Mr. Kelly concluded from this research that more follow-up was called for.  The article noted that Heidrick ”now offers companies everything from initial training and early feedback for their new recruits to regular assessments of current executives and succession planning and staff development programs.”

I applaud Mr. Kelly’s candor - he had no obligation to share this internal information.  I presume he did so as part of his ongoing effort to spur much needed change and innovation within the executive search industry

Hey, I did not see the details of his research, so perhaps his conclusion is correct.  But a 40% failure rate?   I’m not sure what that says to you, but to me, it screams “perhaps we have a problem in our process.”   Surely some of those mis-hires could be avoided by using a better hiring process.  As quality guru W. Edwards Deming famously observed  ”If you can’t describe what you are doing as a process, you don’t know what you’re doing.”

So, if you want to outperform those elite search professionals and keep your executive hire failure rate below 40%, here are a few aspects of your hiring process you might want to improve: 


Who Should Interview New Hires?

10/06/2009

Interview3It’s always good to get the input from several people when making a hiring decision, right?  Except some opinions are more valuable than others.  I recently spoke to a CEO who had to call and apologize to a candidate after one of their less experienced interviewers took things in the wrong direction.  That kind of embarrassment you can live without.

As search professionals we always ask who will be involved in the interview sequence.  From experience, I can tell you that very few organizations think hard about who to include in the interview sequence until it’s already underway.  OK, well, that’s one way to do it.  Here’s another… 

When you are the hiring manager, figure out who else to include in the interview sequence by separating your additional interviewers into two categories:

Veto Voters:  There are “veto vote” people who can derail any hire.  These are critical people who must work with your new employee on a regular basis.  Veto voters could include peer level colleagues, or sometimes even a Board member.  When someone with veto power says no, that person does not get hired.  Their opinion really matters in the hiring decision.  Ideally, they understand the job, understand the competencies required to succeed in the job, and have a proven track record of making good hiring decisions.  (If they are missing any of those 3 factors, they may have input in the hiring decision, but I would not recommend a 1 on 1 interview or give them veto power). 

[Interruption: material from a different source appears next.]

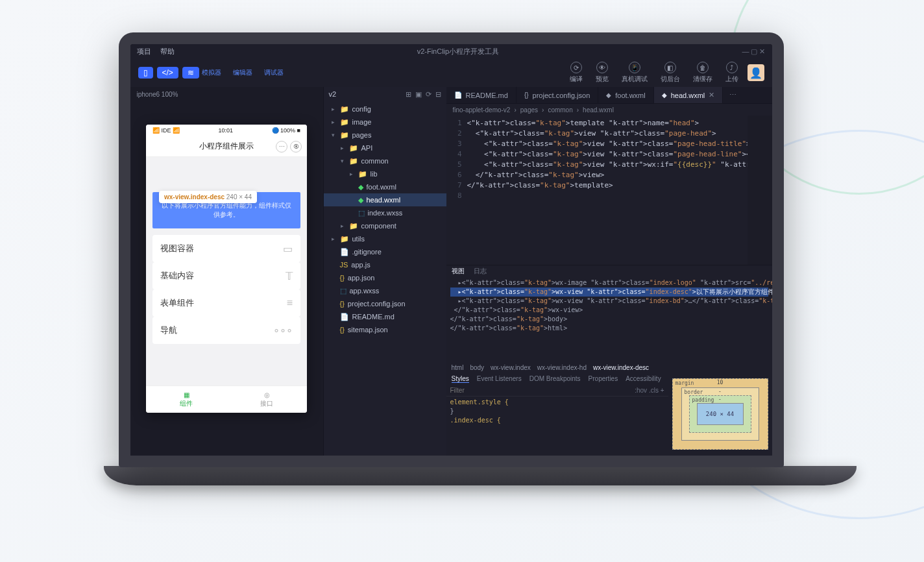 The image size is (924, 562). What do you see at coordinates (562, 367) in the screenshot?
I see `crumb-segment: wx-view.index-hd` at bounding box center [562, 367].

Courtesy Interviewers:   These people occasionally have something important to contribute, but should not significantly affect the hiring decision.  These interviewers will probably be working closely with the new hires, but either have no detailed knowledge of the job, or are not seasoned interviewers with a proven hiring track record.  While they may wish to exert influence on the hiring decision, I find they often add more noise than light to the hiring process.  The more obnoxious people in this category will loudly share their (poorly formed) opinion about the hiring decision, and can often derail a productive conversation about candidate’s actual ability to do the job. In the final evaluation, “I did not like his handshake” should not be considered equally with “He has an excellent track record managing projects like this.”  

The key to managing courtesy interviewers is to learn from their input, but to not become too distracted by their opinion.  Their opinion should not be given equal weight to a veto-voter, unless they have objective facts to share.   Yes, you probably need to “keep them happy” but you can control their effect simply by how you structure the interview sequence.  By scheduling these less skilled interviewers into a panel interview, you can still involve them, but you are also respecting the candidate’s time, and diminishing any adverse impact they may have on both the hiring decision and the candidate’s perception of your company.  To develop the interview skills of a courtesy interviewer, be sure to have them methodically record their interview feedback, put it in a drawer, and take it out and look at it 6 months or a year later.